Dolittle: More Than Namesake Raid

James "Jimmie" Doolittle is today most famous for his audacious B-25 bombing raid on Tokyo in the opening months of America's entry into World War II, an attack featured in the 2001 movie Pearl Harbor. But Doolittle's aviation legacy is much greater than this military attack. Doolittle was a true renaissance man of aviation, a daredevil aviator and racing pilot, an aviation executive, a military commander, a scientist, and a presidential advisor. He was also an inspirational figure to many young people in the early days of aviation.

 

James Harold Doolittle was born in Alameda, California, on December 14, 1896. His father was a carpenter and set off to Alaska in search of gold.

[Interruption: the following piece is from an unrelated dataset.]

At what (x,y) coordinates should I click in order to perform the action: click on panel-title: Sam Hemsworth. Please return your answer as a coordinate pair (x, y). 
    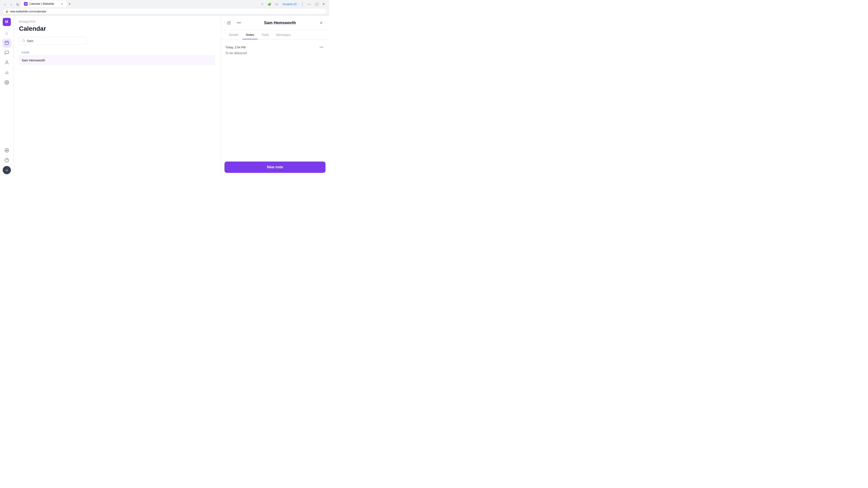
    Looking at the image, I should click on (280, 23).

Doolittle's mother brought Jimmie with her to join his father in Nome, Alaska, when he was three-and-a-half years old. When he was 11, he moved with his mother to Los Angeles, California, where he developed an interest in flying. He became a professional boxer and entered the University of California's School of Mines in 1915. In 1917 he enlisted in the Army Signal Enlisted Reserve Corps to train as a pilot and was soon promoted to lieutenant. Doolittle served in the United States Army Air Corps from 1917 until 1930, when he became a major in the Army Air Corps Reserve, where he served for the next ten years.

 

After he learned to fly, Doolittle served as an instructor pilot and began engaging in aerobatics. He started thinking of breaking aviation records. In 1922 he made the first cross-continental crossing in less than 24 hours, taking 21 hours and 19 minutes to fly in his De Havilland DH-4 plane from Pablo Beach, Florida, to San Diego, California, with only one refueling stop.

 

In 1923 Doolittle enrolled in the Massachusetts Institute of Technology (MIT) to obtain a master's degree and then a Ph.D. in aeronautical engineering. When he received his degrees in June of 1925, fewer than 100 people in the world held comparable advanced degrees. In his doctoral dissertation, "Wind Velocity Gradient and Its Effect on Flying Characteristics," he combined laboratory data with test flight data to determine that a pilot needed visual aids or instruments to know the direction and speed of the wind and the direction in which the plane was flying. His dissertation countered the theory that many contemporary pilots held that they could "know" this information instinctually.